This book offers sharp new insights into the acquisition and use of French as a foreign language. The authors are specialists in their particular theoretical paradigms and focus on morphology, morpho-syntax, syntax, discourse, as well as fluency in the French interlanguage from beginners to advanced learners with different first languages.
Table of Content
Preface
1 Marzena Watorek and Clive Perdue: Psycholinguistic Studies on the Acquisition of French as a Second Language: The ‘Learner Variety’ Approach
2 Victorine Hancock and Nathalie Kirchmeyer: Discourse Structuring in Advanced L2 French: The Relative Clause
3 Suzanne Schlyter: Adverbs and Functional Categories in L1 and L2 Acquisition of French
4 Martin Howard: The Emergence and Use of the Plus-Que-Parfait in Advanced French Interlanguage
5 Florence Myles: The Emergence of Morpho-syntactic Structure in French L2
6 Daniel Véronique: Syntactic and Semantic Issues in the Acquisition of Negation in French
7 Mireille Prodeau: Gender and Number in French L2: Can We Find Out More About the Constraints on Production in L2?

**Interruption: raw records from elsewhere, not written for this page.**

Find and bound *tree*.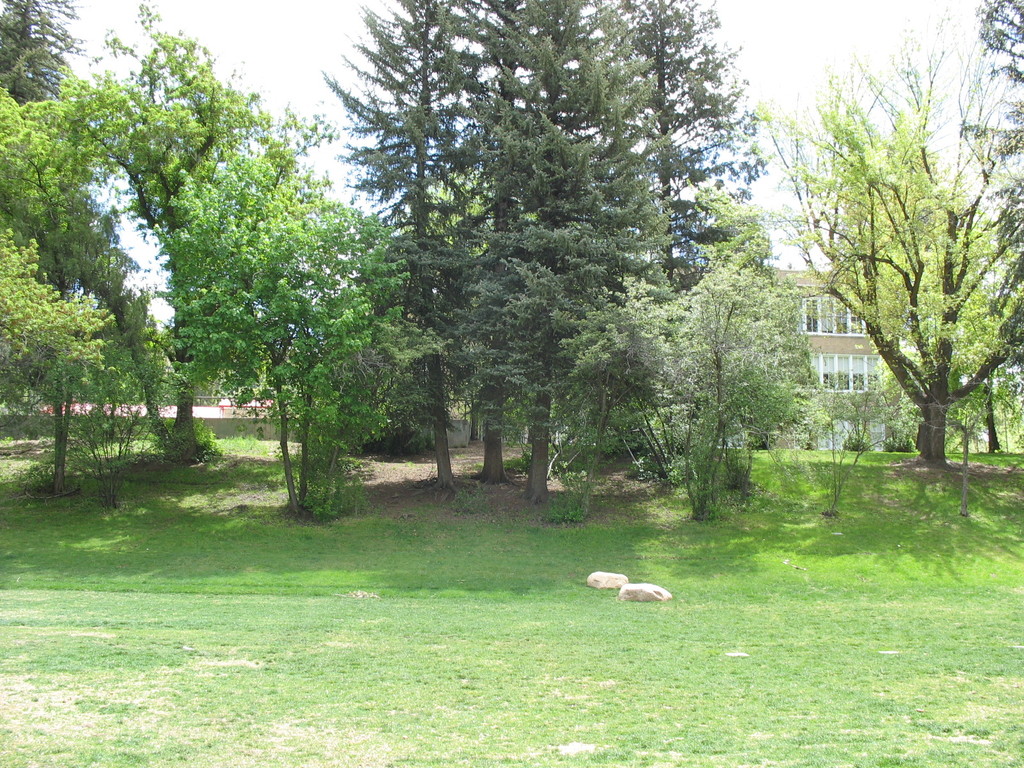
Bound: select_region(456, 0, 668, 500).
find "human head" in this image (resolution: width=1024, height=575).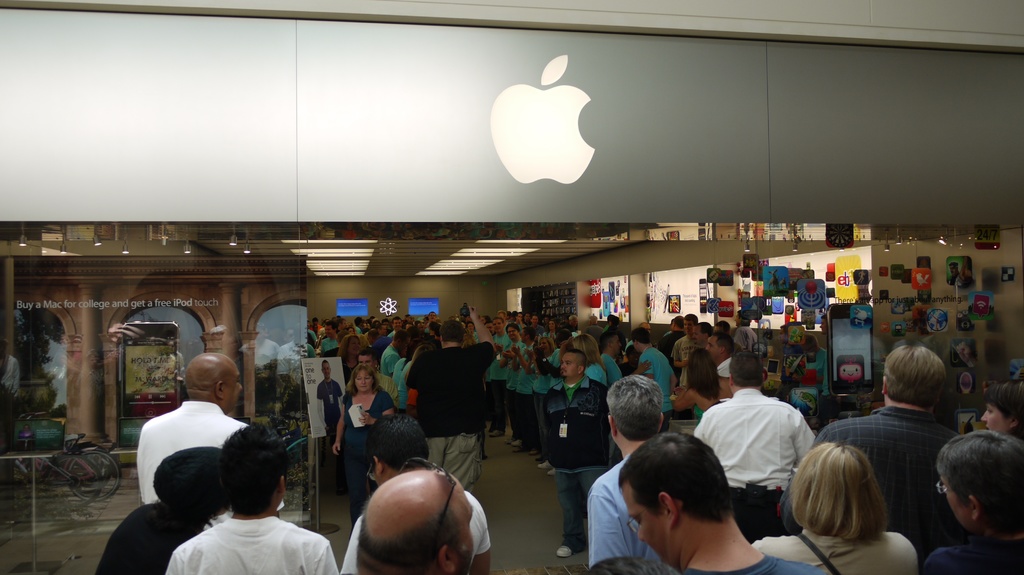
detection(311, 315, 318, 328).
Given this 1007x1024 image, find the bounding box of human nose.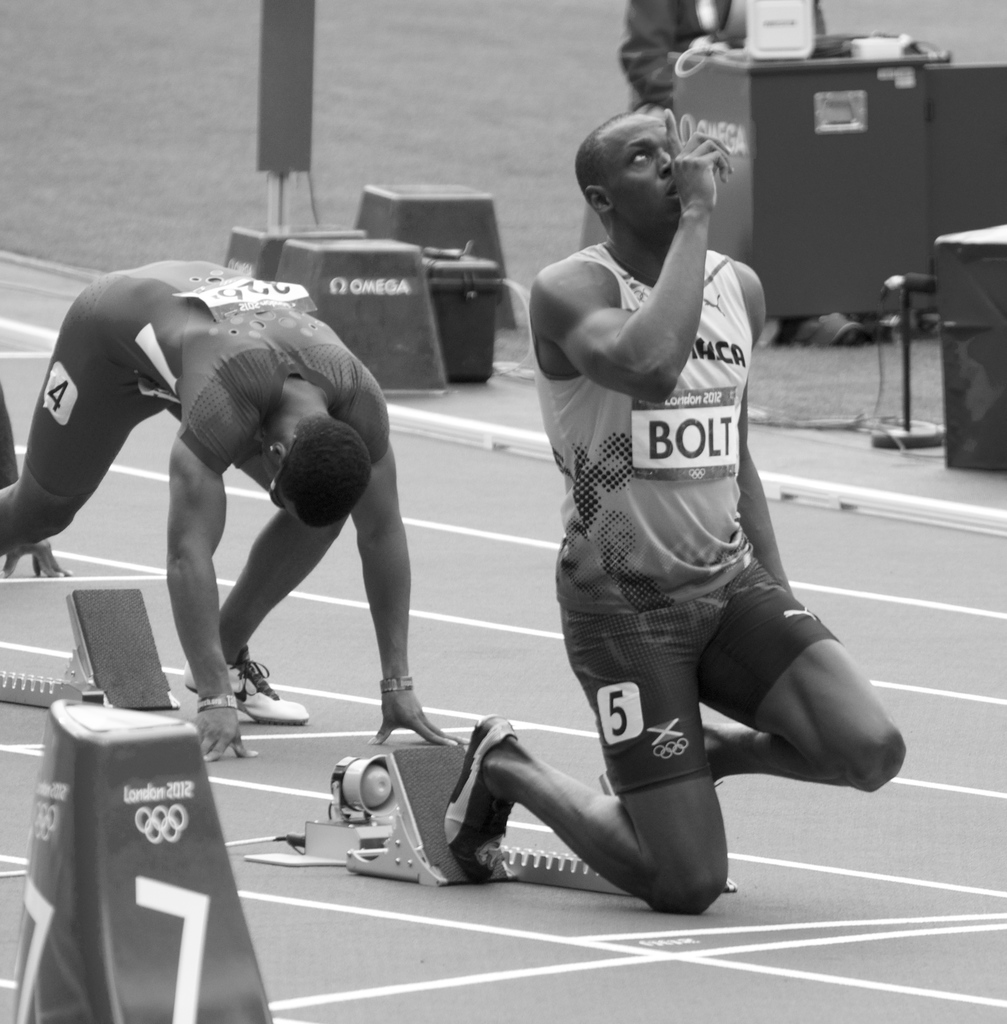
l=656, t=150, r=673, b=176.
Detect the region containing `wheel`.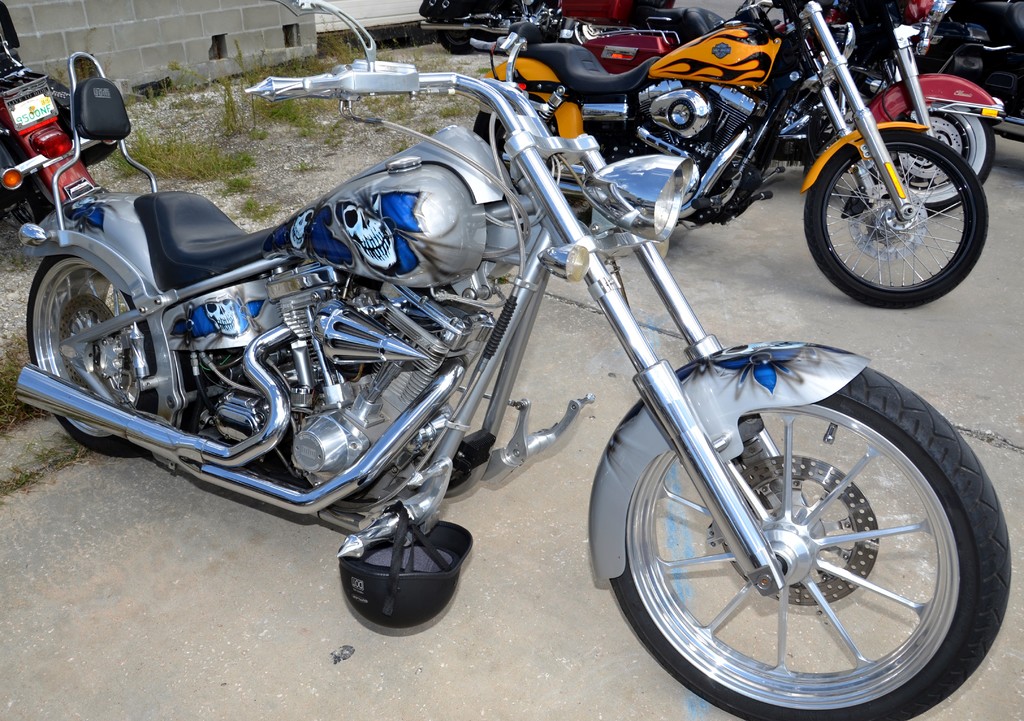
<box>26,254,155,458</box>.
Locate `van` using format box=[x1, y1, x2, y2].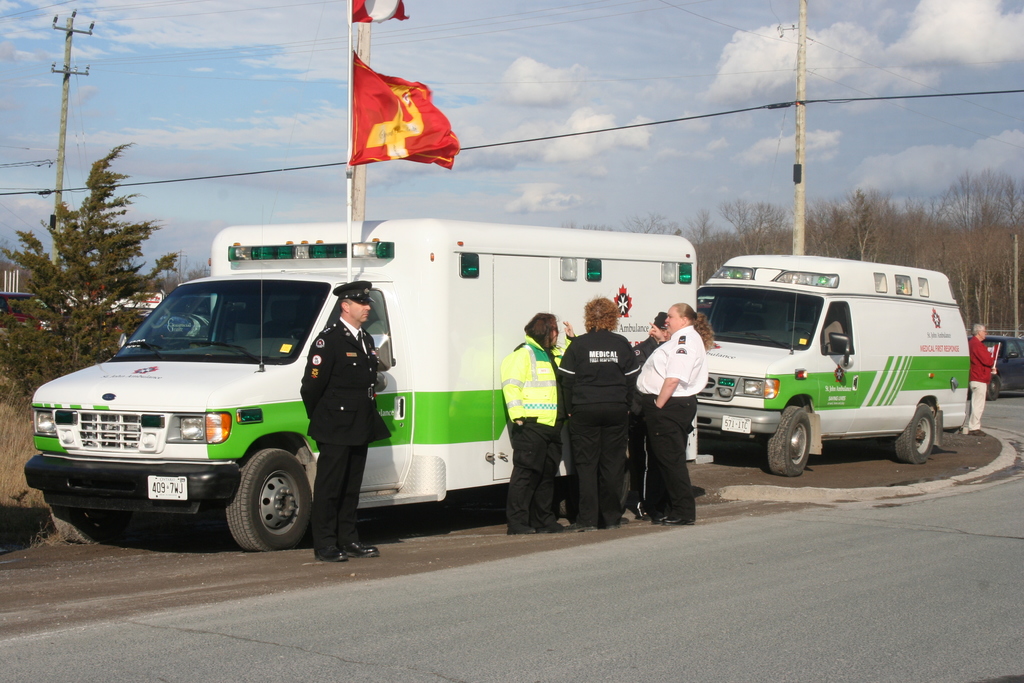
box=[24, 218, 714, 552].
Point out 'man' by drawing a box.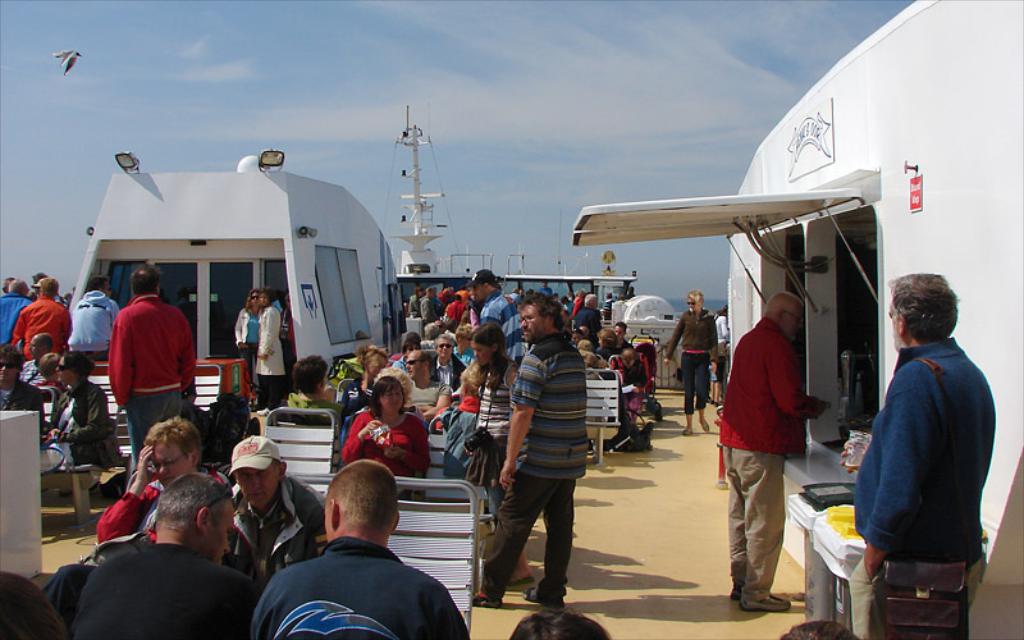
x1=108 y1=261 x2=196 y2=483.
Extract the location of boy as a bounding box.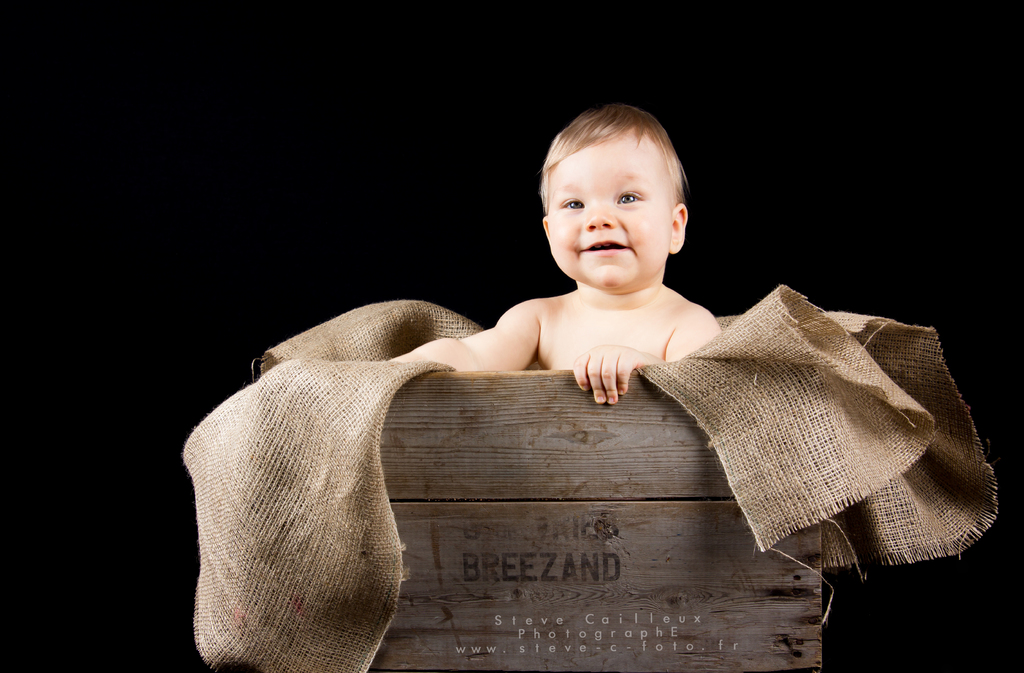
BBox(436, 105, 769, 441).
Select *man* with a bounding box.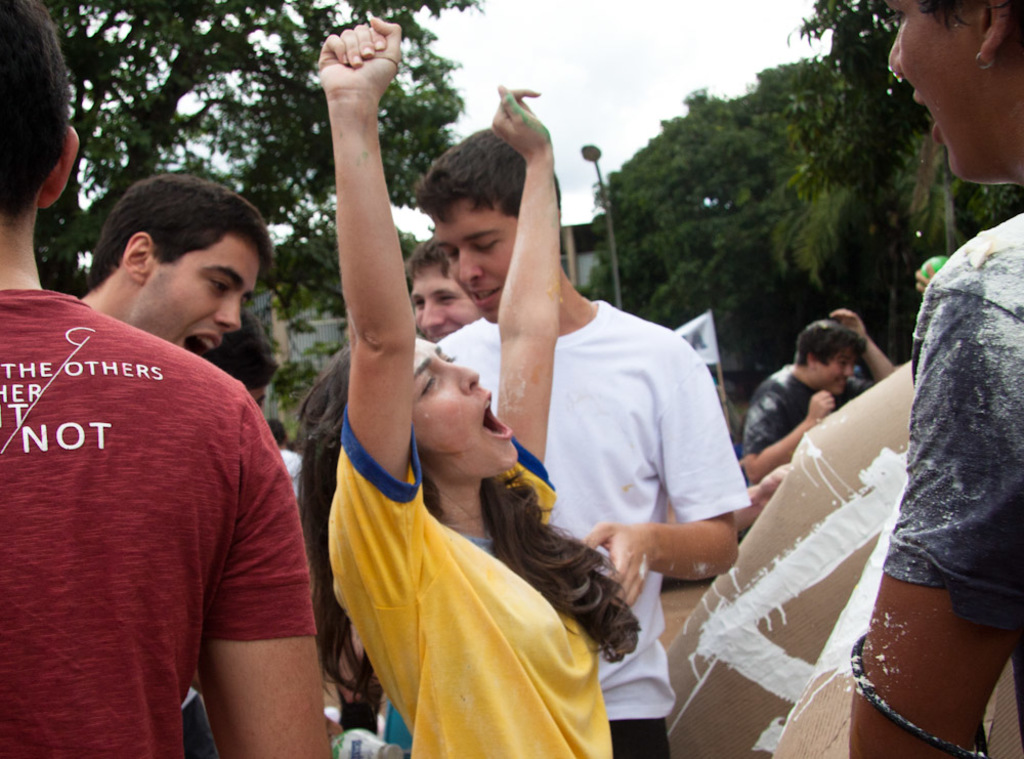
select_region(745, 308, 901, 473).
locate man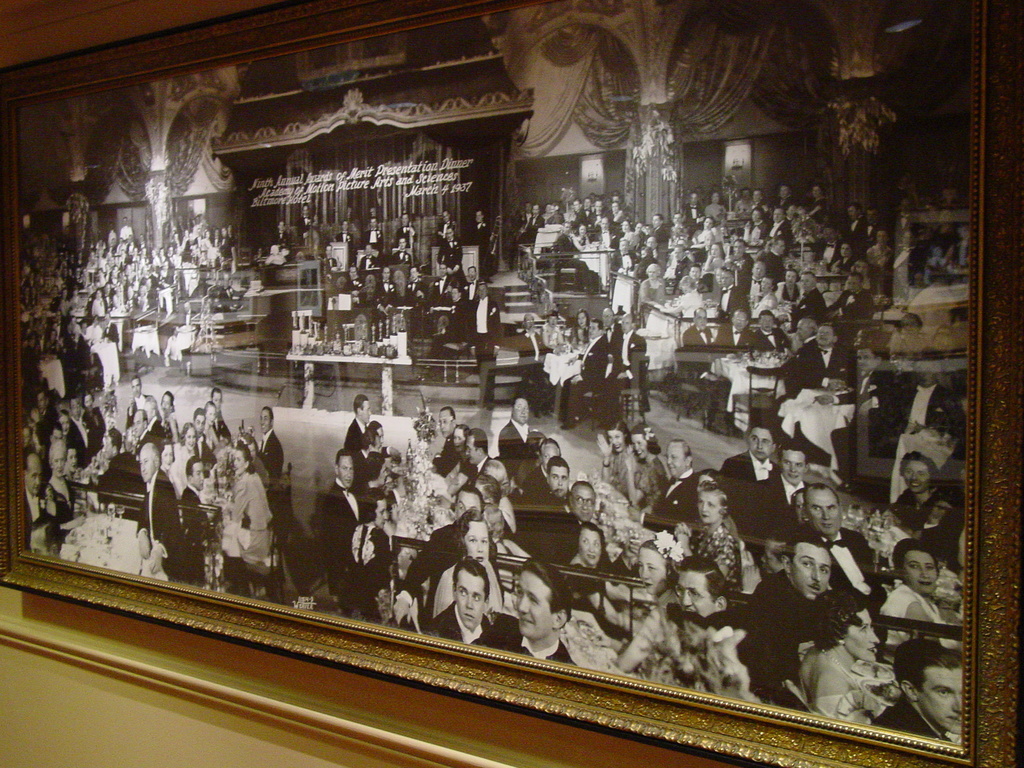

8 Jonas Granfeldt: The Development of Gender Attribution and Gender Agreement in French: A Comparison of Bilingual First and Second Language Learners
9 Vera Regan: From Speech Community Back to Classroom: What Variation Analysis Can Tell Us About the Role of Context in the Acquisition of French as a Foreign Language
10 Richard Towell and Jean-Marc Dewaele: The Role of Psycholinguistic Factors in the Development of Fluency Amongst Advanced Learners of French
Index
About the author
Jean-Marc Dewaele is Professor in Applied Linguistics and Multilingualism, Birkbeck, University of London¸ UK. He has been working in the field for close to 30 years and has published extensively on multilingualism and emotion. He is General Editor of Journal of Multilingual and Multicultural Development.